Mark Guzdial, who has been exploring Media Computation as a pedagogical approach at Georgia Tech, makes some critical remarks about this proposal in his blog.

Alan Kay chimes in extensively in the comments.

More FP sounds good to me

As a recent university graduate who works in industry--and as someone who would like to create a compiler--I would very much have liked to take a functional programming course. For one thing, some FP knowledge is a prerequisite for understanding a wide variety of academic papers, which in turn are a useful source of inspiration and knowledge for practical industrial applications. And I'm pretty sure FP knowledge is useful in some respects for structuring one's own thinking; isn't FP useful for designing programs, even in non-FP languages?

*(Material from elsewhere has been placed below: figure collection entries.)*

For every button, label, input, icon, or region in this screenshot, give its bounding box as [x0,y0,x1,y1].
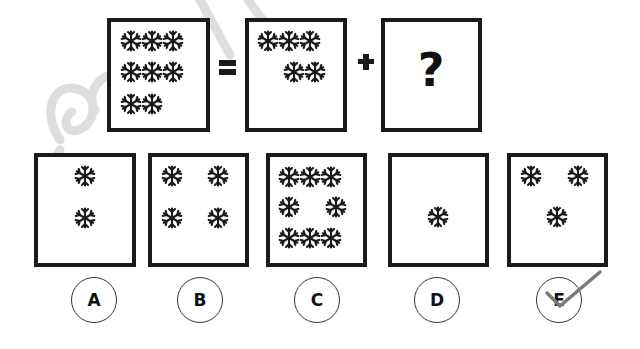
snowflake-icon [278,227,300,249]
snowflake-icon [278,30,300,52]
snowflake-icon [257,30,279,52]
snowflake-icon [120,93,142,115]
option-a-button[interactable]: A [71,277,117,323]
snowflake-icon [520,165,542,187]
snowflake-icon [74,207,96,229]
option-b-button[interactable]: B [177,277,223,323]
option-d-button[interactable]: D [414,277,460,323]
snowflake-icon [567,165,589,187]
snowflake-icon [427,206,449,228]
snowflake-icon [320,166,342,188]
snowflake-icon [283,61,305,83]
snowflake-icon [546,206,568,228]
snowflake-icon [299,227,321,249]
option-a-label: A [87,290,100,310]
snowflake-icon [120,61,142,83]
snowflake-icon [141,61,163,83]
snowflake-icon [74,165,96,187]
option-e-label: E [553,290,565,310]
snowflake-icon [162,30,184,52]
snowflake-icon [120,30,142,52]
snowflake-icon [325,196,347,218]
snowflake-icon [162,61,184,83]
snowflake-icon [299,166,321,188]
snowflake-icon [141,30,163,52]
option-d-label: D [430,290,444,310]
snowflake-icon [141,93,163,115]
snowflake-icon [299,30,321,52]
snowflake-icon [207,207,229,229]
snowflake-icon [278,166,300,188]
snowflake-icon [161,207,183,229]
snowflake-icon [161,165,183,187]
option-c-label: C [311,290,323,310]
question-mark: ? [418,47,445,93]
snowflake-icon [278,196,300,218]
snowflake-icon [304,61,326,83]
snowflake-icon [207,165,229,187]
snowflake-icon [320,227,342,249]
option-b-label: B [194,290,207,310]
option-c-button[interactable]: C [294,277,340,323]
option-e-button[interactable]: E [536,277,582,323]
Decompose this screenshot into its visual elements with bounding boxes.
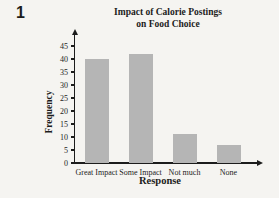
y-tick-label: 30 — [52, 81, 68, 90]
y-tick — [71, 110, 76, 111]
bar — [217, 145, 241, 163]
textbook-page: 1 Impact of Calorie Postings on Food Cho… — [0, 0, 279, 198]
y-tick-label: 35 — [52, 68, 68, 77]
x-axis-arrow-icon — [257, 160, 263, 166]
y-tick — [71, 136, 76, 137]
y-tick — [71, 123, 76, 124]
y-tick-label: 40 — [52, 55, 68, 64]
y-tick — [71, 84, 76, 85]
y-tick — [71, 162, 76, 163]
y-axis-arrow-icon — [72, 29, 78, 35]
y-tick — [71, 149, 76, 150]
y-tick-label: 25 — [52, 94, 68, 103]
y-tick-label: 15 — [52, 120, 68, 129]
x-axis-label: Response — [75, 175, 245, 186]
y-tick-label: 0 — [52, 159, 68, 168]
bar — [173, 134, 197, 163]
y-tick-label: 5 — [52, 146, 68, 155]
y-tick-label: 20 — [52, 107, 68, 116]
y-tick — [71, 58, 76, 59]
y-tick-label: 45 — [52, 42, 68, 51]
bar — [85, 59, 109, 163]
plot-area: 051015202530354045Great ImpactSome Impac… — [0, 0, 279, 198]
y-tick-label: 10 — [52, 133, 68, 142]
y-tick — [71, 71, 76, 72]
y-tick — [71, 97, 76, 98]
bar — [129, 54, 153, 163]
y-tick — [71, 45, 76, 46]
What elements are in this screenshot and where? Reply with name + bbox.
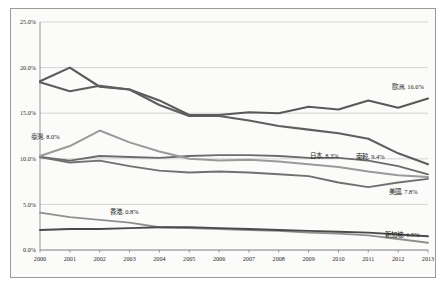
x-axis-tick-3: 2003 (123, 255, 135, 262)
y-axis-tick-5: 25.0% (20, 18, 36, 25)
y-axis-tick-2: 10.0% (20, 155, 36, 162)
label-taiwan: 臺灣, 8.0% (31, 132, 60, 141)
x-axis-tick-6: 2006 (213, 255, 225, 262)
x-axis-tick-12: 2012 (392, 255, 404, 262)
label-singapore: 新加坡, 1.5% (385, 230, 420, 239)
x-axis-tick-13: 2013 (422, 255, 434, 262)
x-axis-tick-9: 2009 (302, 255, 314, 262)
x-axis-tick-11: 2011 (362, 255, 374, 262)
x-axis-tick-7: 2007 (243, 255, 255, 262)
x-axis-tick-1: 2001 (64, 255, 76, 262)
label-europe: 歐洲, 16.6% (392, 82, 424, 91)
y-axis-tick-4: 20.0% (20, 64, 36, 71)
x-axis-tick-10: 2010 (332, 255, 344, 262)
x-axis-tick-5: 2005 (183, 255, 195, 262)
x-axis-tick-8: 2008 (273, 255, 285, 262)
series-line-0 (40, 68, 428, 115)
x-axis-tick-2: 2002 (94, 255, 106, 262)
x-axis-tick-4: 2004 (153, 255, 165, 262)
y-axis-tick-1: 5.0% (23, 201, 36, 208)
line-chart: 0.0%5.0%10.0%15.0%20.0%25.0%200020012002… (0, 0, 446, 286)
series-line-1 (40, 82, 428, 164)
x-axis-tick-0: 2000 (34, 255, 46, 262)
label-hong-kong: 香港, 0.8% (110, 207, 139, 216)
label-usa: 美國, 7.8% (389, 187, 418, 196)
label-japan: 日本, 8.3% (310, 151, 339, 160)
label-south-korea: 南韓, 9.4% (356, 152, 385, 161)
y-axis-tick-3: 15.0% (20, 109, 36, 116)
y-axis-tick-0: 0.0% (23, 246, 36, 253)
chart-canvas: 0.0%5.0%10.0%15.0%20.0%25.0%200020012002… (0, 0, 446, 286)
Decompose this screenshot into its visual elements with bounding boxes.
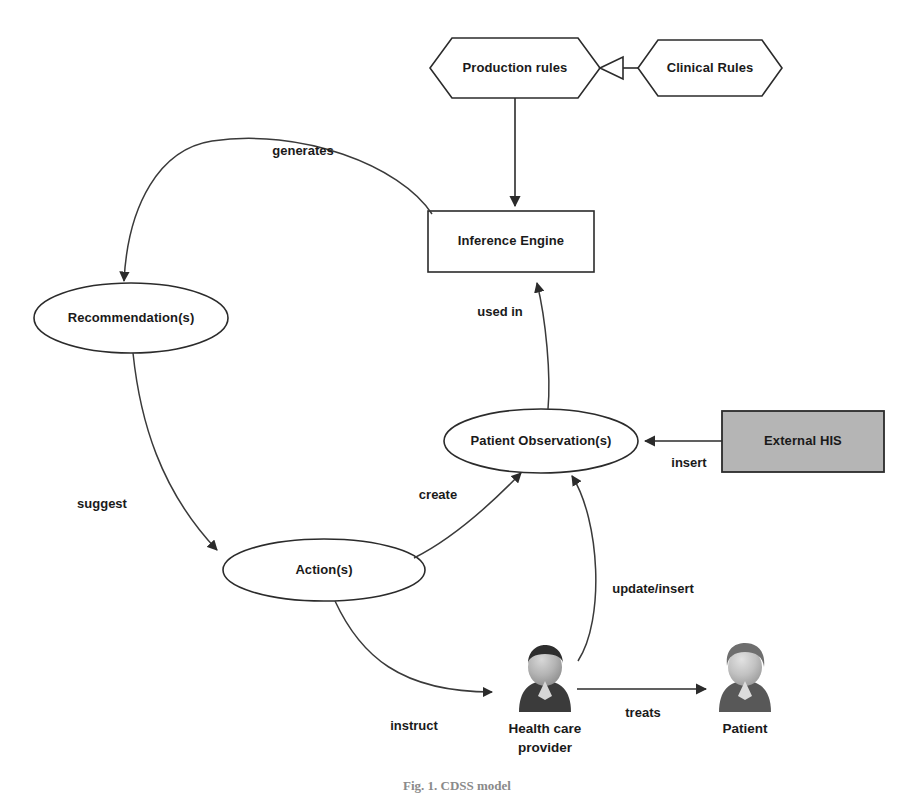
person-icon bbox=[719, 643, 771, 712]
edge-create: create bbox=[414, 473, 521, 558]
node-actions[interactable]: Action(s) bbox=[223, 539, 425, 601]
production-rules-label: Production rules bbox=[463, 60, 568, 75]
figure-caption: Fig. 1. CDSS model bbox=[403, 778, 511, 793]
generates-label: generates bbox=[272, 143, 333, 158]
update-insert-arrow bbox=[572, 476, 596, 661]
actions-label: Action(s) bbox=[295, 562, 352, 577]
clinical-rules-label: Clinical Rules bbox=[667, 60, 754, 75]
generalization-hollow-triangle-icon bbox=[600, 57, 623, 79]
inference-engine-label: Inference Engine bbox=[458, 233, 564, 248]
node-patient-observations[interactable]: Patient Observation(s) bbox=[444, 409, 638, 473]
create-arrow bbox=[414, 473, 521, 558]
generates-arrow bbox=[124, 138, 432, 281]
suggest-label: suggest bbox=[77, 496, 128, 511]
patient-label-line1: Patient bbox=[722, 721, 768, 736]
patient-observations-label: Patient Observation(s) bbox=[471, 433, 612, 448]
suggest-arrow bbox=[133, 353, 217, 550]
edge-insert: insert bbox=[645, 441, 722, 470]
recommendations-label: Recommendation(s) bbox=[68, 310, 195, 325]
edge-instruct: instruct bbox=[335, 601, 492, 733]
cdss-model-diagram: Production rules Clinical Rules Inferenc… bbox=[0, 0, 915, 794]
update-insert-label: update/insert bbox=[612, 581, 694, 596]
node-external-his[interactable]: External HIS bbox=[722, 411, 884, 472]
person-icon bbox=[519, 645, 571, 712]
treats-label: treats bbox=[625, 705, 660, 720]
instruct-arrow bbox=[335, 601, 492, 692]
actor-health-care-provider[interactable]: Health care provider bbox=[509, 645, 582, 755]
edge-treats: treats bbox=[577, 689, 706, 720]
instruct-label: instruct bbox=[390, 718, 438, 733]
health-care-provider-label-line2: provider bbox=[518, 740, 573, 755]
edge-generalization bbox=[600, 57, 638, 79]
external-his-label: External HIS bbox=[764, 433, 842, 448]
insert-label: insert bbox=[671, 455, 707, 470]
actor-patient[interactable]: Patient bbox=[719, 643, 771, 736]
used-in-arrow bbox=[537, 283, 549, 409]
used-in-label: used in bbox=[477, 304, 523, 319]
node-clinical-rules[interactable]: Clinical Rules bbox=[638, 40, 782, 96]
edge-update-insert: update/insert bbox=[572, 476, 694, 661]
node-recommendations[interactable]: Recommendation(s) bbox=[34, 283, 228, 353]
edge-suggest: suggest bbox=[77, 353, 217, 550]
create-label: create bbox=[419, 487, 457, 502]
health-care-provider-label-line1: Health care bbox=[509, 721, 582, 736]
node-production-rules[interactable]: Production rules bbox=[430, 38, 600, 98]
node-inference-engine[interactable]: Inference Engine bbox=[428, 211, 594, 272]
edge-used-in: used in bbox=[477, 283, 549, 409]
edge-generates: generates bbox=[124, 138, 432, 281]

Also, teaching FP would probably allow it to gain more use in industry, which might lead to more reliable software in the long run. Of course, I'm no expert, given that I didn't have a healthy level of exposure to FP in my own education. Grr!

IIRC, the beginner FP course at my university was not eligible for credit towards my engineering degree. Ironically, the prof in my mandatory Compiler Construction course insisted that we use Haskell for our compilers, which has an incredibly steep learning curve for those with no prior introduction.

P.S. Having read Mark Guzdial's post, I suppose giving a full 50% of class time to FP might not be appropriate. But I'm convinced it deserves a lot more than a passing mention.

Personally, one of the things I'd really like to learn about FP is how the compilers work. In C#, for example, the traditional functional way of computing Fibonacci has horrifyingly bad performance:

Func fib=null;
fib = n => n > 1 ? fib(n - 1) + fib(n - 2) : n;

Write the same kind of thing in Haskell and the compiler magically makes it efficient. How does it do that? I'd also like to see FP be combined somehow with existing mainstream languages in a similarly performant manner (lambda functions are finally coming to mainstream languages, but without any FP compiler optimizations).

P.P.S. Wait a minute... only 20 "hours" total? How much could you teach about either OOP or FP in so little time?